The paper provides an original and credible approach to the definition and population of a ontology for materials. The results of this approach would be of great benefit for the materials community since it would prepare data semantically facilitating further computational investigations. The implementation details in sections 5 (extension) and 6 (database access) clearly describe the power and limits of the approach.

In general, the paper is well written and able to effectively deliver the details of the approach. The suggestion is to accept the paper for publication.

Here is a couple of minor polishing suggestions and comments, leaving to the authors to decision to use them to make minor text changes/additions:

- page 1, lines 41-43: provide a better explanation about the role of material science in env-friendly energy technologies (a couple of sentences should be enough)

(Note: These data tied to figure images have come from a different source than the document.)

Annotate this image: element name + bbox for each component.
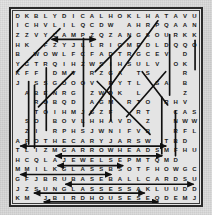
word-search-puzzle: DKBLYDICALHOKLHATAVUICHVLILQCDWAHRPQAANZ… bbox=[0, 0, 212, 215]
grid-cell: I bbox=[13, 21, 22, 31]
grid-cell: W bbox=[143, 136, 152, 146]
grid-cell: R bbox=[78, 145, 87, 155]
grid-cell: L bbox=[41, 165, 50, 175]
grid-cell: K bbox=[143, 184, 152, 194]
grid-cell: U bbox=[162, 30, 171, 40]
grid-cell: H bbox=[180, 145, 189, 155]
puzzle-grid-frame: DKBLYDICALHOKLHATAVUICHVLILQCDWAHRPQAANZ… bbox=[9, 7, 203, 207]
grid-cell: W bbox=[97, 126, 106, 136]
grid-cell: V bbox=[69, 117, 78, 127]
grid-cell: A bbox=[115, 30, 124, 40]
grid-cell: K bbox=[13, 193, 22, 203]
grid-cell: A bbox=[153, 11, 162, 21]
grid-cell: W bbox=[190, 117, 199, 127]
grid-cell bbox=[190, 136, 199, 146]
grid-cell: L bbox=[190, 126, 199, 136]
grid-cell: M bbox=[125, 40, 134, 50]
grid-cell: C bbox=[171, 107, 180, 117]
grid-cell: F bbox=[143, 165, 152, 175]
grid-cell: H bbox=[106, 11, 115, 21]
grid-cell: I bbox=[106, 59, 115, 69]
grid-cell: W bbox=[97, 88, 106, 98]
grid-cell: A bbox=[162, 78, 171, 88]
grid-cell: R bbox=[171, 126, 180, 136]
grid-cell: Y bbox=[60, 40, 69, 50]
grid-cell: K bbox=[115, 88, 124, 98]
grid-cell: Z bbox=[87, 88, 96, 98]
grid-cell bbox=[13, 107, 22, 117]
grid-cell: J bbox=[87, 126, 96, 136]
grid-cell: K bbox=[180, 59, 189, 69]
grid-cell: D bbox=[180, 49, 189, 59]
grid-cell: Z bbox=[13, 30, 22, 40]
grid-cell: Z bbox=[50, 40, 59, 50]
grid-cell: H bbox=[115, 59, 124, 69]
grid-cell: O bbox=[32, 136, 41, 146]
grid-cell: S bbox=[78, 126, 87, 136]
grid-cell: Q bbox=[153, 155, 162, 165]
grid-cell bbox=[115, 97, 124, 107]
grid-cell: J bbox=[69, 40, 78, 50]
grid-cell: T bbox=[143, 155, 152, 165]
grid-cell: H bbox=[50, 136, 59, 146]
grid-cell: Y bbox=[97, 136, 106, 146]
grid-cell: J bbox=[60, 155, 69, 165]
grid-cell: O bbox=[41, 49, 50, 59]
puzzle-grid-inner: DKBLYDICALHOKLHATAVUICHVLILQCDWAHRPQAANZ… bbox=[12, 10, 200, 204]
grid-cell: A bbox=[87, 11, 96, 21]
grid-cell: Q bbox=[50, 59, 59, 69]
grid-cell: P bbox=[125, 155, 134, 165]
grid-cell: G bbox=[69, 88, 78, 98]
grid-cell: A bbox=[115, 69, 124, 79]
grid-cell: S bbox=[125, 59, 134, 69]
grid-cell: K bbox=[50, 165, 59, 175]
grid-cell: A bbox=[78, 184, 87, 194]
grid-cell: J bbox=[41, 193, 50, 203]
grid-cell: E bbox=[106, 184, 115, 194]
grid-cell: B bbox=[69, 174, 78, 184]
grid-cell: T bbox=[162, 136, 171, 146]
grid-cell: E bbox=[87, 155, 96, 165]
grid-cell: H bbox=[87, 193, 96, 203]
grid-cell: T bbox=[134, 165, 143, 175]
grid-cell: N bbox=[125, 30, 134, 40]
grid-cell bbox=[22, 78, 31, 88]
grid-cell: I bbox=[60, 59, 69, 69]
grid-cell: A bbox=[78, 165, 87, 175]
grid-cell: R bbox=[87, 136, 96, 146]
grid-cell: D bbox=[162, 40, 171, 50]
grid-cell: Y bbox=[115, 78, 124, 88]
grid-cell: N bbox=[50, 88, 59, 98]
grid-cell: S bbox=[97, 184, 106, 194]
grid-cell: J bbox=[106, 136, 115, 146]
grid-cell bbox=[190, 155, 199, 165]
grid-cell: P bbox=[153, 21, 162, 31]
grid-cell: P bbox=[22, 136, 31, 146]
grid-cell: T bbox=[32, 59, 41, 69]
grid-cell: B bbox=[106, 174, 115, 184]
grid-cell: N bbox=[171, 117, 180, 127]
grid-cell: I bbox=[50, 107, 59, 117]
grid-cell: F bbox=[180, 126, 189, 136]
grid-cell: R bbox=[162, 174, 171, 184]
grid-cell: R bbox=[50, 174, 59, 184]
grid-cell: K bbox=[180, 30, 189, 40]
grid-cell: V bbox=[153, 59, 162, 69]
grid-cell: G bbox=[97, 97, 106, 107]
grid-cell: Q bbox=[78, 21, 87, 31]
grid-cell: P bbox=[78, 30, 87, 40]
grid-cell bbox=[153, 88, 162, 98]
grid-cell: U bbox=[60, 174, 69, 184]
grid-cell bbox=[78, 97, 87, 107]
grid-cell: N bbox=[190, 21, 199, 31]
grid-cell: F bbox=[171, 145, 180, 155]
grid-cell: M bbox=[22, 165, 31, 175]
grid-cell: Z bbox=[97, 69, 106, 79]
grid-cell: F bbox=[106, 107, 115, 117]
grid-cell: O bbox=[190, 40, 199, 50]
grid-cell: R bbox=[125, 49, 134, 59]
grid-cell: I bbox=[32, 165, 41, 175]
grid-cell: O bbox=[143, 97, 152, 107]
grid-cell: V bbox=[41, 21, 50, 31]
grid-cell: O bbox=[171, 59, 180, 69]
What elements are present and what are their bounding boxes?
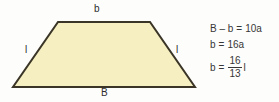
trapezoid-shape bbox=[13, 22, 195, 87]
equation-3-equals: = bbox=[219, 63, 225, 73]
equation-2-lhs: b bbox=[210, 40, 216, 50]
fraction-denominator: 13 bbox=[228, 68, 241, 79]
equation-2-rhs: 16a bbox=[227, 40, 244, 50]
equation-line-3: b = 16 13 l bbox=[210, 56, 279, 79]
label-left-side-l: l bbox=[25, 45, 27, 55]
equation-1-equals: = bbox=[236, 24, 242, 34]
equation-1-rhs: 10a bbox=[245, 24, 262, 34]
trapezoid-drawing-area: b B l l bbox=[0, 0, 200, 102]
label-right-side-l: l bbox=[176, 45, 178, 55]
trapezoid-svg bbox=[0, 0, 200, 102]
equation-1-lhs: B – b bbox=[210, 24, 233, 34]
equation-line-1: B – b = 10a bbox=[210, 24, 279, 34]
equation-3-tail: l bbox=[244, 63, 246, 73]
equation-line-2: b = 16a bbox=[210, 40, 279, 50]
equation-list: B – b = 10a b = 16a b = 16 13 l bbox=[210, 24, 279, 79]
equation-3-lhs: b bbox=[210, 63, 216, 73]
geometry-figure: b B l l B – b = 10a b = 16a b = 16 13 l bbox=[0, 0, 279, 102]
label-top-base-b: b bbox=[94, 4, 100, 14]
equation-2-equals: = bbox=[219, 40, 225, 50]
label-bottom-base-B: B bbox=[101, 88, 108, 98]
fraction-16-over-13: 16 13 bbox=[228, 56, 241, 79]
fraction-numerator: 16 bbox=[228, 56, 241, 67]
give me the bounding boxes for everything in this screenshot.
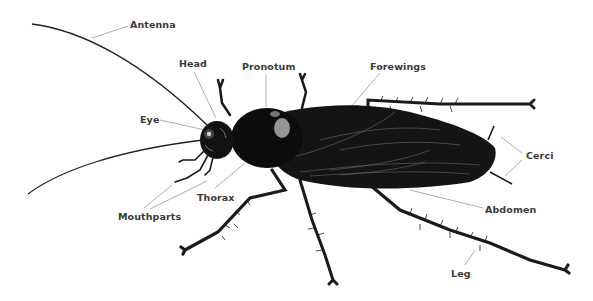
label-mouthparts: Mouthparts xyxy=(118,211,181,222)
label-forewings: Forewings xyxy=(370,61,426,72)
leader-thorax xyxy=(215,163,245,188)
label-eye: Eye xyxy=(140,114,159,125)
label-abdomen: Abdomen xyxy=(485,204,536,215)
antennae xyxy=(28,24,207,194)
leader-mouthparts-1 xyxy=(144,185,172,208)
cockroach-anatomy-diagram: Antenna Head Pronotum Forewings Eye Cerc… xyxy=(0,0,593,301)
leader-abdomen xyxy=(410,190,483,208)
leader-leg xyxy=(465,250,475,265)
cockroach-illustration xyxy=(0,0,593,301)
leader-head xyxy=(194,72,216,118)
leader-antenna xyxy=(92,26,128,38)
label-thorax: Thorax xyxy=(197,192,235,203)
label-head: Head xyxy=(179,58,207,69)
head-shape xyxy=(200,121,234,159)
label-pronotum: Pronotum xyxy=(242,61,295,72)
leader-forewings xyxy=(350,73,380,108)
leader-cerci-upper xyxy=(501,137,522,153)
pronotum-shape xyxy=(231,108,303,168)
label-leg: Leg xyxy=(451,268,471,279)
label-cerci: Cerci xyxy=(526,150,554,161)
leader-cerci-lower xyxy=(505,160,522,176)
leader-eye xyxy=(160,120,205,130)
mouthparts-shape xyxy=(175,150,213,182)
label-antenna: Antenna xyxy=(130,19,176,30)
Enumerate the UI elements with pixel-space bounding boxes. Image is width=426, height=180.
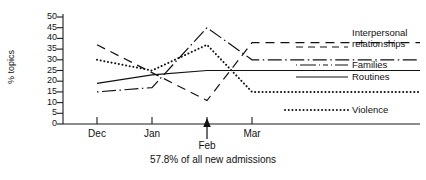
legend-item-interpersonal: Interpersonal relationships <box>352 27 407 49</box>
legend-item-routines: Routines <box>352 71 390 82</box>
y-axis-ticks <box>57 17 63 124</box>
y-tick-label: 25 <box>25 65 57 75</box>
x-axis-ticks <box>97 117 252 124</box>
legend-label-routines: Routines <box>352 71 390 82</box>
y-tick-label: 0 <box>25 118 57 128</box>
x-tick-label: Jan <box>132 128 172 139</box>
legend-label-families: Families <box>352 59 387 70</box>
chart-caption: 57.8% of all new admissions <box>0 154 426 165</box>
y-tick-label: 20 <box>25 75 57 85</box>
y-tick-label: 30 <box>25 54 57 64</box>
x-tick-label: Dec <box>77 128 117 139</box>
y-tick-label: 10 <box>25 97 57 107</box>
legend-sample-lines <box>285 47 348 110</box>
y-tick-label: 15 <box>25 86 57 96</box>
y-tick-label: 40 <box>25 32 57 42</box>
legend-item-families: Families <box>352 59 387 70</box>
legend-label-interpersonal-line2: relationships <box>352 38 407 49</box>
y-tick-label: 45 <box>25 22 57 32</box>
legend-label-interpersonal-line1: Interpersonal <box>352 27 407 38</box>
legend-item-violence: Violence <box>352 104 388 115</box>
y-tick-label: 5 <box>25 107 57 117</box>
chart-figure: % topics 05101520253035404550 DecJanFebM… <box>0 0 426 180</box>
y-tick-label: 50 <box>25 11 57 21</box>
legend-label-violence: Violence <box>352 104 388 115</box>
x-tick-label: Feb <box>187 140 227 151</box>
y-axis-label: % topics <box>6 32 16 102</box>
x-tick-label: Mar <box>232 128 272 139</box>
y-tick-label: 35 <box>25 43 57 53</box>
caption-text: 57.8% of all new admissions <box>150 154 276 165</box>
feb-arrow-marker <box>203 118 211 139</box>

- page 5: really appreciated the usage of OWL2 DL to enable a full exploitation of semantic constraints provided by OWL, that would enable the usage of expressivity at ontology level (while usually such approaches are kept at taxonomical or thesaurus level), enabling the exploitation of existing Top Level Ontologies (TLO) (strongly promoted by the OntoCommons project, mentioned in the paper). However... (see next point)

- page 9-11: as it is now, the connection to the TLO is quite useless since its main concepts are not really used to implement the MDO modules. Unless a stronger commitment to the TLO classes and relations in the MDO core ontology the connection is only a conceptual orientation more than an architectural choice. However, the approach used here is already a relevant step forward and does not prevent future alignments that will provide stronger semantic extension of the MDO thanks to a stronger commitment to the EMMO TLO.

Data are easily accessed and well organized, and primarily based on a GitHub repository.